From the earliest days of the computer, long before the World Wide Web became a pervasive part of our lives, the role of this new machine was not restricted to government or business applications. The idea of the computer as educational tool was already up for serious discussion in the 1960s, some two decades before the “personal computer” began its conquest of the desktop.
Today, even the desktop computer can seem like something of a relic, and we are connected to the Internet via a multitude of devices everywhere we go. In the 1960s, the computer was a stand-alone appliance and efforts to make it a part of education, many of which originated at Stanford University’s Department of Psychology, did not envision the extent to which computer training would become an accepted part of the educational system at all levels. What started out as a movement to incorporate computers into elementary education has grown far beyond the plans of early pioneers.
The Internet has been one of the keys to this growth. It was first incorporated into coursework in 1993, by means of a system that relied on email to deliver lectures, assignments and assessment tools. By 1994, CompuHigh, the first online high school, was established, and it has been operating ever since.
Today, online learning is no longer a novelty. According to a report prepared for the Sloan Consortium by the Babson Survey Research Group and the College Board, more than 6.1 million college students, almost one-third of total U.S. enrollment, participated in at least one online course for the fall term of 2010. That enrollment represents an increase of 560,000, a growth rate of around 10 percent.
The rate of growth is actually the lowest it has been since the Sloan report was first published in 2002. While growth in online learning is slowing, it remains impressive in the context of overall growth: Total college enrollment grew less than 1 percent from 2010 to 2011. In addition, spectacular online growth rates in the past are difficult to surpass. Online enrollment grew by 23 percent in 2003 and by 36.5 percent in 2005. As recently as 2009, the rate of growth stood at 21.1 percent.
The trend is clear nonetheless. Online enrollment as a percentage of total enrollment has grown year after year, steadily increasing from 9.6 percent in 2002 to 31.3 percent in 2010.
All disciplines are not equal in their adoption of online learning, however, and growth rates show substantial variability from subject to subject. Online enrollment has shown the steepest decline in courses related to education, where 16.1 percent of institutions reported declines for 2011 and 34.4 percent reported steady enrollment. Health professions, on the other hand, made a strong showing, reporting declines of only 1.2 percent.
Information Technology, a field which would seem to be a natural fit for a significant online component, actually declined 9.6 percent for 2011 after a 6.0 percent decline in 2010. Despite that, IT showed steady enrollment in 44.2 percent of programs, a number surpassed only by engineering, with steady enrollment at 44.4 percent.
Formalized online instruction in computer science is well represented in post-secondary institutions, with U.S. News & World Report, a publication known for its focus on educational rankings, listing over 700 online college programs. When Stanford announced that it would host a free course in artificial intelligence, to be delivered online and open to all, over 58,000 people enrolled. That number is four times the size of Stanford’s total conventional enrollment.
The real growth, however, may be found in independent offerings that lack formal institutional backing. Codecademy, for example, which provides interactive teaching of a number of programming languages, attracted over a million users in the six months following its launch in the summer of 2011, and its efforts attracted almost $3 million in venture capital.
That kind of growth mirrors the 10 percent increase in the number of people majoring in computer science in 2010. Following the dot-com bust, numbers had dropped for six years until they revived in 2008.
With the exception of the Sloan Consortium’s work, studies of online education are in short supply. Despite that, two-thirds of those surveyed by Sloan agreed that online education made up a critical part of long-term institutional strategy, and a similar number maintain that outcomes of online offerings are at least equal to those of conventional educational methods.
There are still skeptics dotting the landscape, and the perception among academic leaders is that less than a third of faculty members fully embrace the legitimacy and value of the online option. Even the skeptics would be forced to agree, though, that online courses will be a presence in education for the foreseeable future.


→ **Task statement**: An exact transcription of every entry is required. Images are not part of it.
[Start of section]
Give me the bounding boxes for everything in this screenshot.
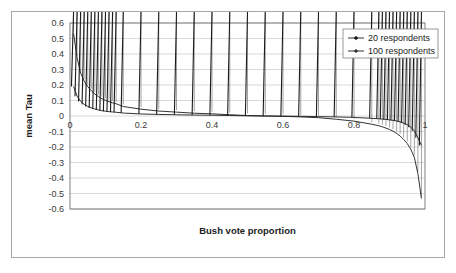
x-axis-tick-label: 1 [422, 120, 427, 130]
data-point-marker [103, 12, 105, 111]
legend-label: 100 respondents [368, 46, 436, 56]
data-point-marker [111, 12, 113, 112]
data-point-marker [93, 12, 95, 109]
data-point-marker [387, 12, 389, 120]
y-axis-tick-label: -0.4 [48, 173, 64, 183]
data-point-marker [121, 12, 123, 113]
x-axis-tick-label: 0 [67, 120, 72, 130]
y-axis-tick-label: 0 [59, 111, 64, 121]
data-point-marker [370, 12, 372, 118]
data-point-marker [380, 12, 382, 119]
chart-frame: 0.60.50.40.30.20.10-0.1-0.2-0.3-0.4-0.5-… [11, 11, 445, 258]
data-point-marker [114, 12, 116, 112]
data-point-marker [174, 12, 176, 115]
y-axis-tick-label: 0.5 [51, 34, 64, 44]
data-point-marker [210, 12, 212, 115]
y-axis-tick-label: 0.4 [51, 49, 64, 59]
data-point-marker [107, 12, 109, 112]
legend-label: 20 respondents [368, 33, 431, 43]
y-axis-tick-label: 0.6 [51, 18, 64, 28]
data-point-marker [139, 12, 141, 114]
data-point-marker [352, 12, 354, 117]
y-axis-tick-label: -0.1 [48, 127, 64, 137]
data-point-marker [79, 12, 81, 101]
y-axis-tick-label: 0.1 [51, 96, 64, 106]
y-axis-tick-label: -0.6 [48, 204, 64, 214]
chart-plot: 0.60.50.40.30.20.10-0.1-0.2-0.3-0.4-0.5-… [12, 12, 446, 259]
data-point-marker [192, 12, 194, 115]
data-point-marker [395, 12, 397, 121]
x-axis-title: Bush vote proportion [199, 225, 296, 236]
data-point-marker [377, 12, 379, 119]
y-axis-tick-label: 0.2 [51, 80, 64, 90]
y-axis-tick-label: 0.3 [51, 65, 64, 75]
y-axis-tick-label: -0.3 [48, 158, 64, 168]
y-axis-tick-label: -0.2 [48, 142, 64, 152]
data-point-marker [334, 12, 336, 117]
x-axis-tick-label: 0.4 [206, 120, 219, 130]
y-axis-tick-label: -0.5 [48, 189, 64, 199]
data-point-marker [157, 12, 159, 114]
data-point-marker [100, 12, 102, 111]
data-point-marker [96, 12, 98, 110]
data-point-marker [391, 12, 393, 120]
data-point-marker [89, 12, 91, 108]
data-point-marker [82, 12, 84, 104]
data-point-marker [86, 12, 88, 106]
data-point-marker [398, 12, 400, 122]
y-axis-title: mean Tau [23, 94, 34, 138]
legend[interactable]: 20 respondents100 respondents [343, 29, 438, 58]
x-axis-tick-label: 0.2 [135, 120, 148, 130]
x-axis-tick-label: 0.6 [277, 120, 290, 130]
data-point-marker [384, 12, 386, 119]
[End of section]
→ **Answer to this task**:
Give me the bounding boxes for everything in this screenshot.
x-axis-tick-label: 1 [422, 120, 427, 130]
data-point-marker [103, 12, 105, 111]
legend-label: 100 respondents [368, 46, 436, 56]
data-point-marker [111, 12, 113, 112]
data-point-marker [93, 12, 95, 109]
data-point-marker [387, 12, 389, 120]
y-axis-tick-label: -0.4 [48, 173, 64, 183]
data-point-marker [121, 12, 123, 113]
x-axis-tick-label: 0 [67, 120, 72, 130]
y-axis-tick-label: 0 [59, 111, 64, 121]
data-point-marker [370, 12, 372, 118]
data-point-marker [380, 12, 382, 119]
chart-frame: 0.60.50.40.30.20.10-0.1-0.2-0.3-0.4-0.5-… [11, 11, 445, 258]
data-point-marker [114, 12, 116, 112]
data-point-marker [174, 12, 176, 115]
y-axis-tick-label: 0.5 [51, 34, 64, 44]
data-point-marker [210, 12, 212, 115]
y-axis-tick-label: 0.4 [51, 49, 64, 59]
data-point-marker [107, 12, 109, 112]
legend-label: 20 respondents [368, 33, 431, 43]
y-axis-tick-label: 0.6 [51, 18, 64, 28]
data-point-marker [139, 12, 141, 114]
data-point-marker [352, 12, 354, 117]
y-axis-tick-label: -0.1 [48, 127, 64, 137]
data-point-marker [79, 12, 81, 101]
y-axis-tick-label: 0.1 [51, 96, 64, 106]
y-axis-tick-label: -0.6 [48, 204, 64, 214]
chart-plot: 0.60.50.40.30.20.10-0.1-0.2-0.3-0.4-0.5-… [12, 12, 446, 259]
data-point-marker [192, 12, 194, 115]
data-point-marker [395, 12, 397, 121]
x-axis-title: Bush vote proportion [199, 225, 296, 236]
data-point-marker [377, 12, 379, 119]
y-axis-tick-label: 0.2 [51, 80, 64, 90]
y-axis-tick-label: 0.3 [51, 65, 64, 75]
y-axis-tick-label: -0.3 [48, 158, 64, 168]
y-axis-tick-label: -0.2 [48, 142, 64, 152]
data-point-marker [334, 12, 336, 117]
x-axis-tick-label: 0.4 [206, 120, 219, 130]
y-axis-tick-label: -0.5 [48, 189, 64, 199]
data-point-marker [157, 12, 159, 114]
data-point-marker [100, 12, 102, 111]
data-point-marker [96, 12, 98, 110]
data-point-marker [391, 12, 393, 120]
data-point-marker [89, 12, 91, 108]
data-point-marker [82, 12, 84, 104]
data-point-marker [86, 12, 88, 106]
data-point-marker [398, 12, 400, 122]
y-axis-title: mean Tau [23, 94, 34, 138]
legend[interactable]: 20 respondents100 respondents [343, 29, 438, 58]
x-axis-tick-label: 0.2 [135, 120, 148, 130]
x-axis-tick-label: 0.6 [277, 120, 290, 130]
data-point-marker [384, 12, 386, 119]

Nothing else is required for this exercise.